It’s a long offseason, and the team has a lot to do, so it’s not really surprising they haven’t gotten all those canards linearly aligned yet.

Dallas Cowboys v Indianapolis Colts
It’s too early for the depression.
*Photo by Joe Robbins/Getty Images

The season is over for the Dallas Cowboys. They have completely messed up with their own players and will lose DeMarcus Lawrence, Dak Prescott, Ezekiel Elliott, and everyone else who is even close to having their contract expire. Free agency will only yield a backup lineman coming off of double knee surgery and a parking attendant to be named later. No first-round pick means they might as well not even turn in any names and just focus on getting Lincoln Riley in to replace Jason Garrett after the season craters. This is all fact, because social media says so.

Don’t get wrapped up in it all. Take a deep breath, calm yourself, and accept that not everything will go right while also knowing that the team has also had some notable successes in the past. This was also out there in the interwebs (which shows social media isn’t always wrong).

One problem is that some well-established truths tend to be forgotten this time of year. Let’s look at some things that need to be kept in mind to maintain some sense of perspective.

This is the lying season

Earlier this week saw the conclusion of the time where the biggest lies are generated in the greatest quantity, the NFL Combine. It is a confluence of team executives, staffs, and player agents where misinformation and misdirection becomes akin to wartime propaganda as the teams and those representing the potential new hires and coming free agents all seek to manipulate things to their advantage. To use an example that does not involve the Cowboys, there were multiple and conflicting rumors about quarterback Kyler Murray. Some said he was the new favorite to be taken first overall, with the Arizona Cardinals either shopping that number one slot or current QB Josh Rosen, while others were stating that he was horrible in interviews and had severely damaged his draft value (which was already highly questionable due to his being way too short for the John Elway template of towering passers).

Both versions obviously cannot be true, but were all over Twitter, meaning that they were being heard by many of the people in Indianapolis.

Somebody was lying, or at least focusing on one point of view. With 32 teams, it is inevitable that there will be differing opinions. The reason one or the other take on any situation is pushed is because someone sees a benefit in having it out there. No matter how true it is or isn’t.

Patience, grasshopper

OK, I’m showing my age with that header. Still, things take time, and the Cowboys have a long established habit of being patient with things. That doesn’t always work out for the best, but a change in the approach would be a major and somewhat shocking development, given the inherent stability of the front office consisting of the team owner and his family, as opposed to all the other teams where GMs often take the fall.

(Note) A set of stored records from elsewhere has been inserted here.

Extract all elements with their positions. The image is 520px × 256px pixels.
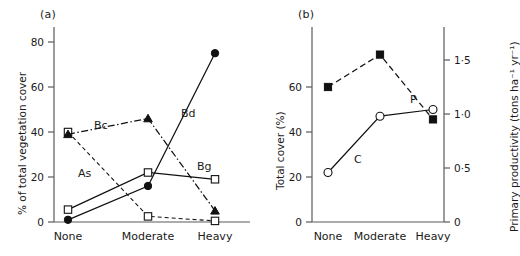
panel-a-series-bc [64, 114, 220, 214]
panel-b-xtick-heavy: Heavy [416, 230, 451, 243]
panel-b-label-c: C [354, 153, 362, 166]
panel-a-xtick-none: None [54, 230, 83, 243]
panel-b: (b) Total cover (%) Primary productivity… [258, 0, 516, 256]
panel-a-series-bd [64, 50, 218, 224]
panel-a-label-as: As [78, 167, 92, 180]
panel-b-y2tick-05: 0·5 [454, 162, 471, 174]
panel-b-label-p: P [410, 93, 417, 106]
panel-b-plot: 0 20 40 60 0 0·5 1·0 1·5 None Mode [258, 0, 516, 256]
panel-b-y-ticks [306, 87, 312, 222]
panel-b-y-tick-labels: 0 20 40 60 [289, 81, 302, 228]
panel-a-label-bg: Bg [197, 160, 212, 173]
panel-a-plot: 0 20 40 60 80 None Moderate Heavy [0, 0, 258, 256]
panel-a-xtick-moderate: Moderate [122, 230, 175, 243]
panel-a-ytick-40: 40 [31, 126, 44, 138]
panel-b-xtick-moderate: Moderate [354, 230, 407, 243]
panel-b-ytick-60: 60 [289, 81, 302, 93]
panel-a: (a) % of total vegetation cover 0 20 40 … [0, 0, 258, 256]
panel-b-y2tick-10: 1·0 [454, 108, 471, 120]
panel-a-ytick-60: 60 [31, 81, 44, 93]
panel-a-ytick-20: 20 [31, 171, 44, 183]
panel-a-y-tick-labels: 0 20 40 60 80 [31, 36, 44, 228]
panel-a-label-bc: Bc [94, 119, 108, 132]
panel-a-ytick-80: 80 [31, 36, 44, 48]
panel-b-x-tick-labels: None Moderate Heavy [314, 230, 451, 243]
panel-b-y2tick-0: 0 [454, 216, 461, 228]
panel-b-y2-ticks [444, 60, 450, 222]
panel-b-xtick-none: None [314, 230, 343, 243]
panel-a-y-ticks [48, 42, 54, 222]
panel-a-x-tick-labels: None Moderate Heavy [54, 230, 233, 243]
panel-b-series-c [324, 106, 437, 177]
panel-b-y2-tick-labels: 0 0·5 1·0 1·5 [454, 54, 471, 228]
panel-b-ytick-20: 20 [289, 171, 302, 183]
panel-a-xtick-heavy: Heavy [198, 230, 233, 243]
panel-b-y2tick-15: 1·5 [454, 54, 471, 66]
panel-b-ytick-40: 40 [289, 126, 302, 138]
panel-b-ytick-0: 0 [295, 216, 302, 228]
panel-a-label-bd: Bd [181, 107, 196, 120]
panel-a-ytick-0: 0 [37, 216, 44, 228]
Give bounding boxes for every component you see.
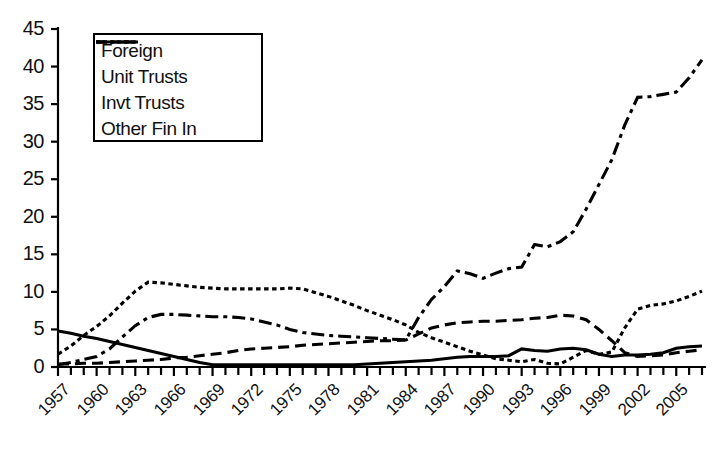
- chart-figure: Foreign Unit Trusts Invt Trusts Other Fi…: [0, 0, 716, 451]
- y-axis-tick-label: 45: [4, 17, 44, 40]
- legend-item-invt-trusts: Invt Trusts: [95, 89, 261, 115]
- y-axis-tick-label: 0: [4, 355, 44, 378]
- y-axis-tick-label: 30: [4, 130, 44, 153]
- legend-label-unit-trusts: Unit Trusts: [101, 67, 187, 86]
- legend-item-unit-trusts: Unit Trusts: [95, 63, 261, 89]
- y-axis-tick-label: 40: [4, 55, 44, 78]
- chart-legend: Foreign Unit Trusts Invt Trusts Other Fi…: [93, 33, 263, 142]
- y-axis-tick-label: 20: [4, 205, 44, 228]
- y-axis-tick-label: 15: [4, 242, 44, 265]
- legend-item-other-fin-in: Other Fin In: [95, 115, 261, 141]
- series-line-invt-trusts: [58, 331, 702, 365]
- y-axis-tick-label: 25: [4, 167, 44, 190]
- legend-label-invt-trusts: Invt Trusts: [101, 93, 184, 112]
- y-axis-tick-label: 35: [4, 92, 44, 115]
- y-axis-tick-label: 10: [4, 280, 44, 303]
- legend-key-other-fin-in: [95, 35, 139, 49]
- y-axis-tick-label: 5: [4, 317, 44, 340]
- legend-label-other-fin-in: Other Fin In: [101, 119, 197, 138]
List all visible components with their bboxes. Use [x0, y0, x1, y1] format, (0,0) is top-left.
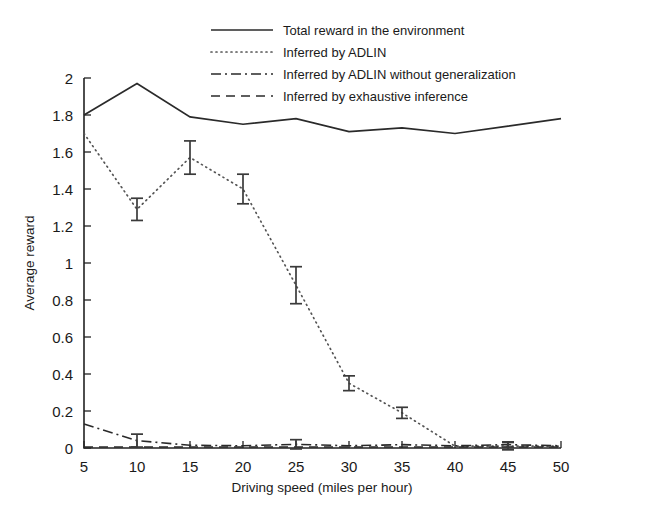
y-tick-label: 1.8	[52, 107, 73, 124]
legend-label: Total reward in the environment	[283, 23, 465, 38]
legend-item: Inferred by exhaustive inference	[211, 89, 468, 104]
x-tick-label: 35	[394, 458, 411, 475]
x-tick-label: 50	[553, 458, 570, 475]
error-bar	[237, 174, 249, 204]
y-tick-label: 1	[65, 255, 73, 272]
y-tick-label: 0.8	[52, 292, 73, 309]
legend-label: Inferred by exhaustive inference	[283, 89, 468, 104]
x-tick-label: 25	[288, 458, 305, 475]
x-tick-label: 40	[447, 458, 464, 475]
legend-item: Total reward in the environment	[211, 23, 465, 38]
y-tick-label: 0.2	[52, 403, 73, 420]
series-line-2	[84, 424, 561, 446]
x-tick-label: 30	[341, 458, 358, 475]
x-tick-label: 45	[500, 458, 517, 475]
x-tick-label: 10	[129, 458, 146, 475]
y-tick-label: 0.6	[52, 329, 73, 346]
axis-frame	[84, 78, 561, 448]
chart-figure: 00.20.40.60.811.21.41.61.82 510152025303…	[0, 0, 647, 512]
y-tick-label: 0	[65, 440, 73, 457]
legend-label: Inferred by ADLIN	[283, 45, 386, 60]
line-chart-svg: 00.20.40.60.811.21.41.61.82 510152025303…	[0, 0, 647, 512]
error-bar	[131, 434, 143, 447]
y-tick-label: 0.4	[52, 366, 73, 383]
x-axis-tick-labels: 5101520253035404550	[80, 458, 570, 475]
y-axis-title: Average reward	[22, 215, 37, 310]
x-tick-label: 15	[182, 458, 199, 475]
y-axis-ticks	[84, 78, 91, 448]
x-axis-title: Driving speed (miles per hour)	[232, 480, 413, 495]
error-bar	[343, 376, 355, 391]
error-bar	[131, 198, 143, 220]
error-bar	[396, 407, 408, 418]
chart-legend: Total reward in the environmentInferred …	[211, 23, 516, 104]
y-axis-tick-labels: 00.20.40.60.811.21.41.61.82	[52, 70, 73, 457]
error-bar	[290, 267, 302, 304]
legend-label: Inferred by ADLIN without generalization	[283, 67, 516, 82]
x-tick-label: 20	[235, 458, 252, 475]
x-tick-label: 5	[80, 458, 88, 475]
error-bars-layer	[131, 141, 514, 450]
series-line-1	[84, 134, 561, 447]
y-tick-label: 2	[65, 70, 73, 87]
y-tick-label: 1.4	[52, 181, 73, 198]
data-series-layer	[84, 84, 561, 448]
legend-item: Inferred by ADLIN without generalization	[211, 67, 516, 82]
error-bar	[184, 141, 196, 174]
legend-item: Inferred by ADLIN	[211, 45, 386, 60]
y-tick-label: 1.2	[52, 218, 73, 235]
y-tick-label: 1.6	[52, 144, 73, 161]
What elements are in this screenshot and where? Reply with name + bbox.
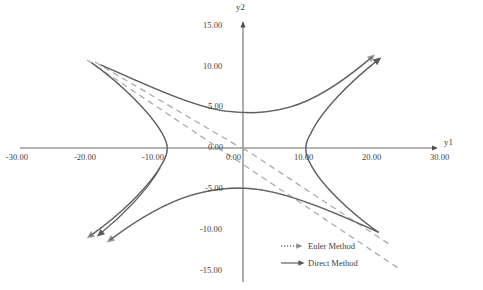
x-tick-label-3: 0.00: [226, 152, 241, 162]
y-tick-label-0: 15.00: [203, 20, 222, 30]
y-axis-title: y2: [236, 2, 245, 12]
y-tick-label-3: 0.00: [208, 142, 223, 152]
x-tick-label-6: 30.00: [430, 152, 449, 162]
x-tick-label-5: 20.00: [362, 152, 381, 162]
chart-container: -30.00 -20.00 -10.00 0.00 10.00 20.00 30…: [0, 0, 483, 290]
y-tick-label-1: 10.00: [203, 61, 222, 71]
legend-item-euler-label: Euler Method: [308, 241, 355, 251]
y-tick-label-5: -10.00: [200, 224, 222, 234]
x-tick-label-0: -30.00: [6, 152, 28, 162]
direct-lower-branch: [110, 188, 378, 240]
y-tick-label-2: 5.00: [208, 101, 223, 111]
legend-item-direct-label: Direct Method: [308, 258, 358, 268]
plot-canvas: [0, 0, 483, 290]
legend-sample-lines: [281, 246, 303, 263]
x-axis-title: y1: [444, 137, 453, 147]
direct-left-lower-tail: [100, 168, 160, 234]
x-tick-label-2: -10.00: [142, 152, 164, 162]
x-tick-label-4: 10.00: [294, 152, 313, 162]
asymptote-positive-slope-lower: [243, 148, 392, 246]
x-tick-label-1: -20.00: [74, 152, 96, 162]
y-tick-label-6: -15.00: [200, 265, 222, 275]
asymptote-positive-slope-upper: [95, 62, 248, 152]
y-tick-label-4: -5.00: [205, 183, 223, 193]
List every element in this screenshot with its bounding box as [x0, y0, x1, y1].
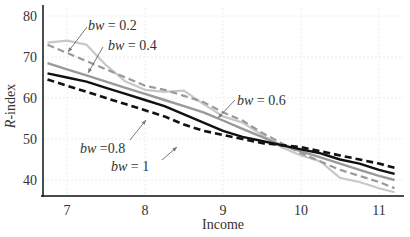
series-line	[48, 63, 395, 180]
annotation-arrowhead-icon	[68, 47, 72, 52]
x-tick-labels: 7891011	[64, 203, 386, 218]
annotation-arrow	[68, 27, 87, 52]
y-tick-label: 50	[23, 132, 37, 147]
x-axis-label: Income	[202, 217, 244, 232]
y-axis-label-rest: -index	[3, 84, 18, 120]
y-tick-label: 40	[23, 173, 37, 188]
r-index-chart: 4050607080 7891011 Income R-index bw = 0…	[0, 0, 410, 237]
annotation-label: bw = 0.2	[88, 18, 137, 33]
x-tick-label: 9	[220, 203, 227, 218]
x-tick-label: 10	[294, 203, 308, 218]
y-tick-label: 60	[23, 91, 37, 106]
annotation-label: bw =0.8	[80, 141, 125, 156]
y-tick-labels: 4050607080	[23, 9, 37, 188]
annotation-label: bw = 0.4	[108, 38, 157, 53]
series-line	[48, 73, 395, 173]
y-axis-label-italic: R	[3, 119, 18, 129]
annotation-label: bw = 0.6	[237, 93, 286, 108]
x-tick-label: 7	[64, 203, 71, 218]
x-tick-label: 8	[142, 203, 149, 218]
y-tick-label: 80	[23, 9, 37, 24]
x-tick-label: 11	[372, 203, 385, 218]
y-tick-label: 70	[23, 50, 37, 65]
y-axis-label: R-index	[3, 84, 18, 129]
annotation-label: bw = 1	[111, 159, 149, 174]
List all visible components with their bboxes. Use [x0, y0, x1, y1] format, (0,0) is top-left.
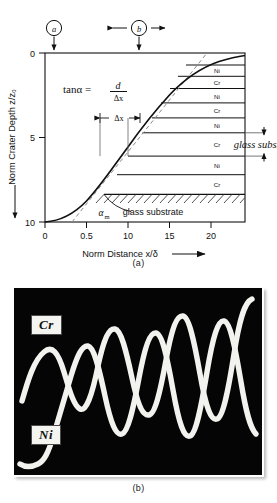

This applies to both the coming free agency period when the team will be seeking to fill some holes (albeit at their price, and not likely in the first wave of big money deals) and to their negotiations with their own top-line free agents. It must be kept in mind that the Jones family is also in the misinformation game, even though Jerry sometimes is a little too open about what he wants to do to really pull it off. But the recent reports of not being interested in any of the big name free agent safeties certainly could be a part of the Cowboys’ own disinformation campaign. And that makes very good sense. The safety market is crowded with talent this year, while the position itself has become rather devalued as offenses and defenses have evolved. This looks like a situation where sitting back could lead to a real steal falling into the Cowboys’ lap. There is always the risk of waiting a bit too long or being too cheap. However, free agency always carries some risk. Dallas just prefers to take their risks on one side of things.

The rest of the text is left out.